Like many African Americans, then as now, Bechet was ambivalent about Gershwin’s ‘folk opera’: ‘There’s some feeling there, it’s a nice show’, he said, but it’s ‘not real Jazz’. ‘Summertime’ comes ‘just about the closest to the mood of Negro music. But listen to it, listen to it real careful … It’s a borrowed feeling … It still isn’t saying what the black man, he’d say.’Footnote 15 Despite playing, later in life, songs like his ‘Petite fleur’ that were commonly heard as nostalgic, Bechet was not one for maudlin sentimentality.Footnote 16 On the contrary, his playing throbs powerfully, even angrily, especially if – as when drawing down his reserves of air at the end of a long phrase, before a last, defiant flourish – he may sound vulnerable. This rawness of expression offers some explanation for Bechet’s intervention in ‘Summertime’. He brings the song back to the blues by stepping further away, tapping another source of finely wrought emotion.

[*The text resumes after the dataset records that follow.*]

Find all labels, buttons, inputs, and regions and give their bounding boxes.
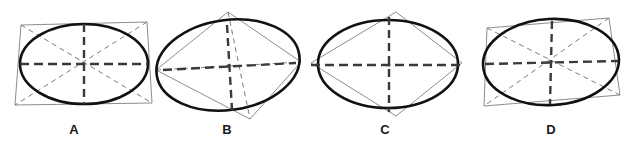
center-point-c xyxy=(387,63,390,66)
center-point-a xyxy=(82,62,85,65)
panel-d: D xyxy=(481,16,621,137)
panel-a: A xyxy=(15,22,152,137)
panel-label-a: A xyxy=(69,122,79,137)
center-point-b xyxy=(226,64,229,67)
panel-c: C xyxy=(311,12,462,137)
figure-board: A B C D xyxy=(0,0,630,147)
panel-label-b: B xyxy=(222,122,231,137)
center-point-d xyxy=(549,60,552,63)
panel-label-d: D xyxy=(546,122,555,137)
ellipse-quadrilateral-diagram: A B C D xyxy=(0,0,630,147)
panel-b: B xyxy=(150,10,305,137)
panel-label-c: C xyxy=(380,122,390,137)
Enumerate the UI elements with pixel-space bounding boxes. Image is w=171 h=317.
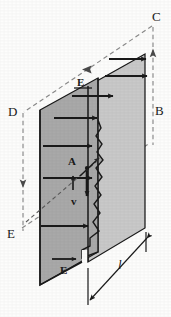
area-label: A (68, 156, 76, 167)
corner-label-d: D (8, 105, 17, 118)
figure-container: C B D E E E A v l (0, 0, 171, 317)
corner-label-c: C (152, 10, 161, 23)
velocity-label: v (71, 196, 77, 207)
length-label: l (118, 258, 122, 271)
crack-bottom-gap (82, 250, 88, 262)
physics-diagram-svg (0, 0, 171, 317)
field-label-top: E (77, 77, 84, 88)
corner-label-e: E (7, 227, 15, 240)
field-label-bottom: E (60, 265, 67, 276)
corner-label-b: B (155, 104, 164, 117)
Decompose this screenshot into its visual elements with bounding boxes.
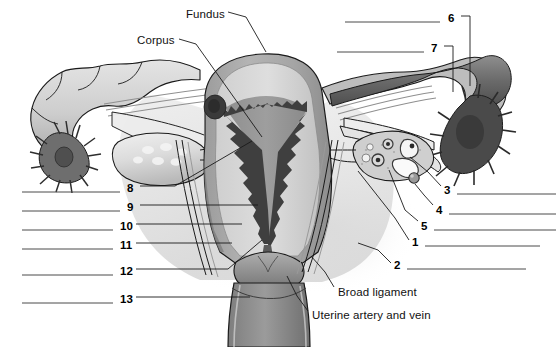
number-label-3: 3	[444, 184, 450, 196]
number-label-6: 6	[448, 12, 454, 24]
number-label-2: 2	[394, 259, 400, 271]
label-broad-ligament: Broad ligament	[338, 286, 417, 298]
leader-line-1	[358, 171, 409, 240]
leader-line-broad-ligament	[311, 256, 334, 287]
answer-lines-group	[22, 22, 556, 303]
leader-line-fundus	[228, 12, 266, 52]
number-label-5: 5	[421, 220, 427, 232]
leader-line-2	[358, 243, 391, 263]
number-label-9: 9	[127, 201, 133, 213]
number-label-8: 8	[127, 182, 133, 194]
leader-line-6	[461, 16, 470, 86]
leader-lines-group	[136, 12, 470, 311]
number-label-11: 11	[120, 239, 132, 251]
leader-line-7	[444, 46, 453, 92]
label-corpus: Corpus	[137, 34, 175, 46]
label-uterine-artery-and-vein: Uterine artery and vein	[312, 309, 431, 321]
number-label-7: 7	[431, 42, 437, 54]
leader-line-3	[410, 157, 441, 186]
leader-line-12	[136, 240, 262, 269]
leader-line-8	[140, 141, 252, 186]
leader-line-uterine-artery-and-vein	[287, 276, 308, 311]
label-lines-layer	[0, 0, 558, 347]
leader-line-4	[415, 184, 433, 205]
number-label-4: 4	[436, 204, 442, 216]
number-label-1: 1	[412, 236, 418, 248]
number-label-10: 10	[120, 220, 133, 232]
leader-line-corpus	[179, 39, 262, 137]
leader-line-5	[389, 170, 418, 221]
diagram-canvas: FundusCorpusBroad ligamentUterine artery…	[0, 0, 558, 347]
label-fundus: Fundus	[186, 8, 225, 20]
number-label-13: 13	[120, 293, 133, 305]
number-label-12: 12	[120, 265, 133, 277]
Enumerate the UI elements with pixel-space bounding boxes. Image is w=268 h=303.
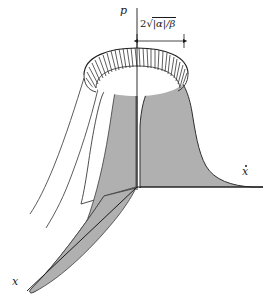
left-peak-cut-section — [30, 80, 136, 293]
xdot-axis-label: x — [242, 166, 248, 177]
figure-container: p x x 2√|α|/β Probability density surfac… — [0, 0, 268, 303]
crater-diameter-label: 2√|α|/β — [140, 19, 176, 29]
dimension-radicand: |α|/β — [152, 17, 177, 29]
x-axis-label: x — [12, 276, 18, 287]
xdot-accent-dot — [245, 165, 247, 167]
surface-plot-svg — [0, 0, 268, 303]
dimension-line — [137, 34, 184, 48]
p-axis-label: p — [120, 5, 127, 16]
crater-rim-ring — [84, 47, 188, 96]
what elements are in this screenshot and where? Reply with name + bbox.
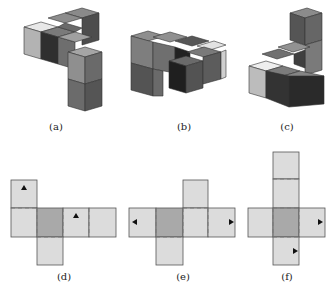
net-face xyxy=(63,208,89,237)
net-center-face xyxy=(273,208,299,237)
figure-label-e: (e) xyxy=(176,271,190,282)
net-face xyxy=(183,180,208,208)
net-face xyxy=(156,237,183,265)
net-center-face xyxy=(37,208,63,237)
net-face xyxy=(273,179,299,208)
cube-figure-c xyxy=(249,8,324,107)
net-face xyxy=(273,152,299,179)
figure-label-d: (d) xyxy=(57,271,71,282)
net-face xyxy=(11,208,37,237)
net-center-face xyxy=(156,208,183,237)
figure-label-c: (c) xyxy=(280,121,294,132)
cube-net-f xyxy=(248,152,325,265)
figure-label-b: (b) xyxy=(177,121,191,132)
figure-label-a: (a) xyxy=(49,121,63,132)
net-face xyxy=(11,180,37,208)
figure-label-f: (f) xyxy=(281,271,293,282)
cube-figure-a xyxy=(24,8,102,111)
figure-canvas: (a) (b) (c) xyxy=(0,0,336,290)
cube-net-e xyxy=(129,180,235,265)
net-face xyxy=(248,208,273,237)
net-face xyxy=(89,208,116,237)
net-face xyxy=(37,237,63,265)
net-face xyxy=(183,208,208,237)
cube-figure-b xyxy=(131,31,226,96)
cube-net-d xyxy=(11,180,116,265)
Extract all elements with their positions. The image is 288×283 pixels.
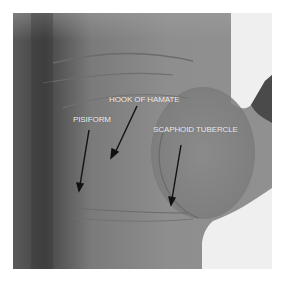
pisiform-label: PISIFORM — [73, 115, 111, 124]
scaphoid-tubercle-label: SCAPHOID TUBERCLE — [153, 125, 238, 134]
palm-illustration — [13, 13, 272, 269]
palm-photo: PISIFORM HOOK OF HAMATE SCAPHOID TUBERCL… — [13, 13, 272, 269]
hook-of-hamate-label: HOOK OF HAMATE — [109, 95, 179, 104]
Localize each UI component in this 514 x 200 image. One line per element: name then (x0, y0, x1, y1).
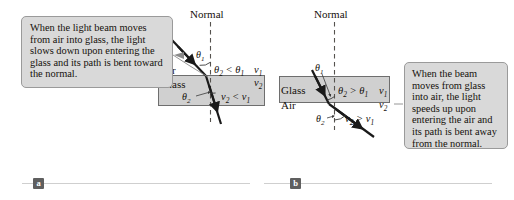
panel-b-normal-label: Normal (314, 8, 348, 20)
panel-b-lower-medium-label: Air (281, 99, 296, 111)
panel-b-speed-relation: v2 > v1 (345, 113, 374, 127)
figure-canvas: When the light beam moves from air into … (0, 0, 514, 200)
panel-b-theta1-label: θ1 (315, 62, 323, 76)
panel-a-theta1-label: θ1 (196, 49, 204, 63)
panel-b-upper-medium-label: Glass (281, 84, 305, 96)
panel-a-angle-relation: θ2 < θ1 (214, 64, 244, 78)
callout-panel-a: When the light beam moves from air into … (21, 16, 173, 88)
panel-a-callout-leader-tail (174, 52, 184, 59)
panel-a-normal-label: Normal (190, 8, 224, 20)
panel-a-speed-lower-label: v2 (254, 77, 262, 91)
panel-b-speed-upper-label: v1 (379, 85, 387, 99)
panel-b-theta1-arc (327, 97, 334, 101)
panel-b-angle-relation: θ2 > θ1 (338, 85, 368, 99)
callout-panel-b: When the beam moves from glass into air,… (404, 62, 508, 149)
panel-b-theta2-label: θ2 (316, 113, 324, 127)
panel-b-incident-ray-arrowhead (315, 76, 324, 93)
panel-b-theta2-pointer (327, 116, 334, 118)
panel-a-speed-upper-label: v1 (254, 64, 262, 78)
panel-a-theta2-label: θ2 (182, 91, 190, 105)
panel-a-theta2-pointer (196, 92, 210, 96)
panel-a-speed-relation: v2 < v1 (221, 91, 250, 105)
panel-b-speed-lower-label: v2 (379, 99, 387, 113)
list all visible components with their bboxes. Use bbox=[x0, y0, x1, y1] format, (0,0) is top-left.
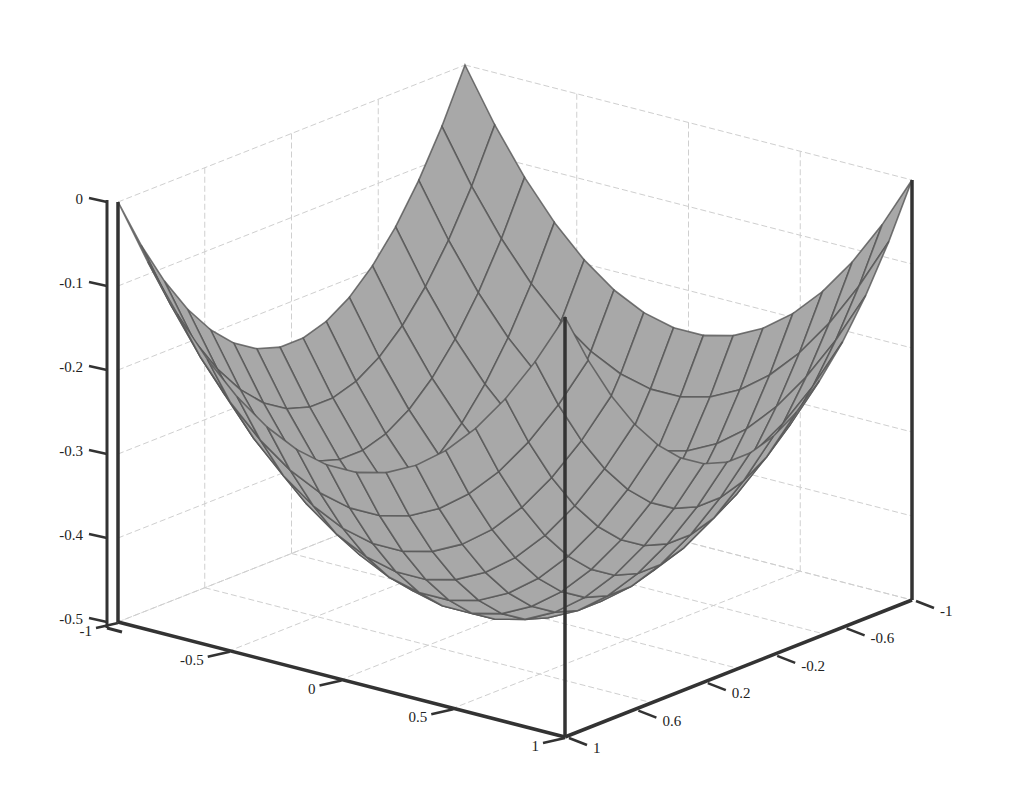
z-tick-label: -0.3 bbox=[59, 443, 83, 459]
x-tick-label: -1 bbox=[80, 623, 93, 639]
x-tick bbox=[208, 652, 230, 657]
y-tick-label: 0.2 bbox=[732, 685, 751, 701]
y-axis-line bbox=[565, 600, 912, 737]
z-tick bbox=[89, 618, 107, 622]
surface-cell bbox=[164, 281, 217, 369]
x-tick-label: -0.5 bbox=[180, 652, 204, 668]
x-tick bbox=[431, 709, 453, 714]
z-tick bbox=[89, 534, 107, 538]
z-tick-label: -0.4 bbox=[59, 527, 83, 543]
y-tick bbox=[777, 656, 795, 663]
surface-cell bbox=[859, 180, 912, 286]
y-tick bbox=[847, 628, 865, 635]
y-tick bbox=[638, 711, 656, 718]
y-tick-label: 1 bbox=[593, 740, 601, 756]
surface-mesh bbox=[118, 65, 912, 619]
z-tick bbox=[89, 450, 107, 454]
x-tick-label: 1 bbox=[532, 738, 540, 754]
x-tick-label: 0 bbox=[308, 681, 316, 697]
surface-plot: 0-0.1-0.2-0.3-0.4-0.5-1-0.500.51-1-0.6-0… bbox=[0, 0, 1017, 794]
y-tick-label: -0.6 bbox=[871, 630, 895, 646]
z-tick-label: 0 bbox=[76, 191, 84, 207]
z-tick bbox=[89, 198, 107, 202]
y-tick-label: 0.6 bbox=[662, 713, 681, 729]
x-tick bbox=[320, 681, 342, 686]
x-tick-label: 0.5 bbox=[409, 709, 428, 725]
z-tick-label: -0.1 bbox=[59, 275, 83, 291]
y-tick-label: -0.2 bbox=[801, 658, 825, 674]
y-tick bbox=[708, 683, 726, 690]
z-tick-label: -0.2 bbox=[59, 359, 83, 375]
z-tick bbox=[89, 282, 107, 286]
z-tick bbox=[89, 366, 107, 370]
y-tick bbox=[569, 738, 587, 745]
z-axis-foot bbox=[107, 628, 122, 632]
y-tick bbox=[916, 601, 934, 608]
y-tick-label: -1 bbox=[940, 603, 953, 619]
x-tick bbox=[543, 738, 565, 743]
x-axis-line bbox=[118, 622, 565, 737]
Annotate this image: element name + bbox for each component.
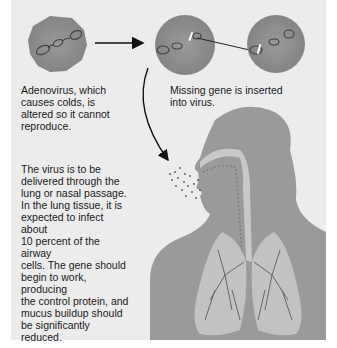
- adenovirus-caption: Adenovirus, which causes colds, is alter…: [21, 84, 131, 132]
- human-silhouette: [150, 107, 326, 340]
- curved-arrow-icon: [143, 68, 168, 160]
- virus-1-icon: [28, 16, 87, 72]
- virus-2-icon: [155, 15, 215, 75]
- virus-3-icon: [247, 15, 305, 73]
- spray-icon: [169, 167, 201, 199]
- delivery-caption: The virus is to be delivered through the…: [21, 163, 131, 343]
- gene-insertion-caption: Missing gene is inserted into virus.: [170, 84, 320, 108]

As Leonora wails away for the man she’s lost, the ‘Miserere’ oozes blues sentiment: Bechet begs us to imagine the role sung, with ardour and belligerence in tragic equal measure, by a singer such as Bessie Smith. If, in other words, Jelly Roll Morton jazzed the classics to claim their standing, Bechet in contrast has Verdi show Gershwin the extraordinary vitality of a lowdown blues.